I think the fact that people can’t believe that Shakespeare wrote his own work kind of speaks to the work’s enduring brilliance. After all this time and all this study and scholarship, people still can’t believe that one man wrote all those plays. It’s incredible.

So that was my journey through Bill Bryson’s works. I highly recommend all of Bill Bryson’s stories. You will learn stuff, and laugh out loud doing it. I also highly recommend the audiobooks, which Bryson reads himself with his dry, humorous delivery.

One Summer: America, 1927

My physics teacher in high school forced us to read a history book. That was the first time I’d heard of Bill Bryson. One of the books on the list was A Short History of Nearly Everything. That was not the book I read that year. I read Stephen Hawking’s A Brief History of Time. Because it was the shortest. I probably would have enjoyed Bryson’s book more, looking back on it, but I was 17 and an idiot.

Bill Bryson kept popping up though – in college classes and bookstore tables. Given that history books are some of my favorites to listen to at work (where I can learn a lot, not hear EVERY detail, and not lose track of the story), I decided to finally give Bryson a try and went with One Summer: America, 1927. I have been fascinated with the 1920s for a long time, and it’s the loose theme for my upcoming nuptials. Hemingway and Fitzgerald are two of my favorite authors and two of my favorites of their books take place in the 20s, so this book as my introduction to Bryson was a natural choice.

I didn’t know anything about the book or Bryson (except that he kept popping up) going in, so the book, read by Bryson for the audio version, was surprisingly funny due to both content and Bryson himself.

Bryson uses several major events of the summer of 1927 as a lens through which to view American life, what it was and what it was going to become, while focusing on pop culture and the daily life of Americans during that time.
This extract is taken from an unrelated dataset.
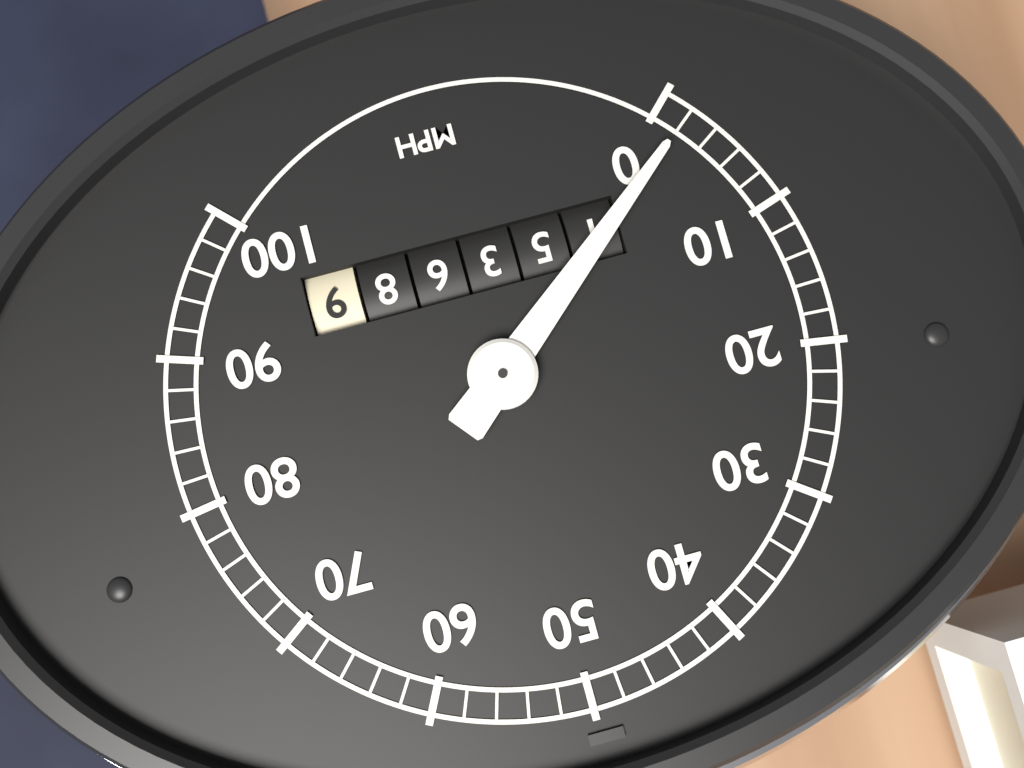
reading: 2 mph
The major events focused on included:

+ Babe Ruth & the 1927 New York Yankees
+ Charles Lindbergh’s transatlantic flight
+ the Great Mississippi Flood of 1927 (the one event in the book I’d never heard of)
+ Henry Ford and the transition from the Model T to the Model A
+ Calvin Coolidge’s presidency the ascendance of Herbert Hoover
+ the trial and executions of Sacco & Vanzetti
+ the release of talking pictures with ‘The Jazz Singer’

…these were not the only topics touched, but they were a major focus.

I was pleasantly surprised with this book. It was a lot more interesting than I had thought it would be, and it was a lot funnier than I thought it would be. Bryson grew up in both the US and Great Britain, and his dry sense of humor was quite appealing to me.

These were topics we’d barely touched in school (Sacco and Vanzetti, Lindbergh’s flight), and in some cases not at all (they skipped over Mississippi Flood entirely, as well as anything about Henry Ford that wasn’t “hey the assembly line…”) and I found the detailed dive into these topics, and their impact on American life, a fascinating alternative high school history class.

The book also explored the contrast between the 1920s Jazz Age and the 1930s Great Depression that was looming not far down the road. Bryson also doesn’t just speak to an American audience. Babe Ruth and baseball are huge parts of the book, and so Bryson takes time to explain why Americans are so obsessed with Babe Ruth (even 90 years later) and at least the basics of baseball.

My next Bryson book will be A Walk In The WoodsOne Summer: America, 1927 convinced me that I should definitely read/listen to another Bryson book.